From ALERT DIVER magazine

Mike,
I'm not sure where you got the impression that the Moskito's are not experiencing DCS injuries. The truth is they are not only being injured by DCS but are suffering very serious injuries at alarming rates. That was basically the point of the Alert Diver's article.

As noted by NatGeo
In many families in La Moskitia, Honduras, decompression sickness--and the paralysis that comes from it--strikes more than one member. .... two brothers became injured on separate dives, more than a year apart. They said they knew of families with three or four brothers who all had dive-related paralysis.

The Association of Handicapped Miskito Indian Lobster Divers has more than 2,000 members. The association does not believe it represents all the Miskito Indians who struggle with some form of paralysis brought on by diving. Those who live in remote villages (some of which lack electricity and running water) rarely make it into the capital of La Moskitia, Puerto Lempira, for treatment. The association has documented more than 400 divers who survived their injuries to return to their villages, but later died at home.

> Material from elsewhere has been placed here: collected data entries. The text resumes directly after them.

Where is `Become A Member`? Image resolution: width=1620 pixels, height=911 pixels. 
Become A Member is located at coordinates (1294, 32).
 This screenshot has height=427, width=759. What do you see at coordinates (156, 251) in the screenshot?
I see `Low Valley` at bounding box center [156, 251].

Harvesting is literally costing men their lives. In La Moskitia, there are an estimated 200,000 Miskito Indians. That means approximately one percent of the total population suffers from some disability brought on by diving."


The rest of this article can be seen here:
Miskito divers risk injury and death to feed seafood markets - NatGeo News Watch
 
Mike,
I'm not sure where you got the impression that the Moskito's are not experiencing DCS injuries. The truth is they are not only being injured by DCS but are suffering very serious injuries at alarming rates. That was basically the point of the Alert Diver's article.

I think Mike's point is this: given the nature of these dives -- lingering at 30-50m for hours, repetitively, with no apparent ascent discipline -- why aren't all of these divers getting hit, if not hammered?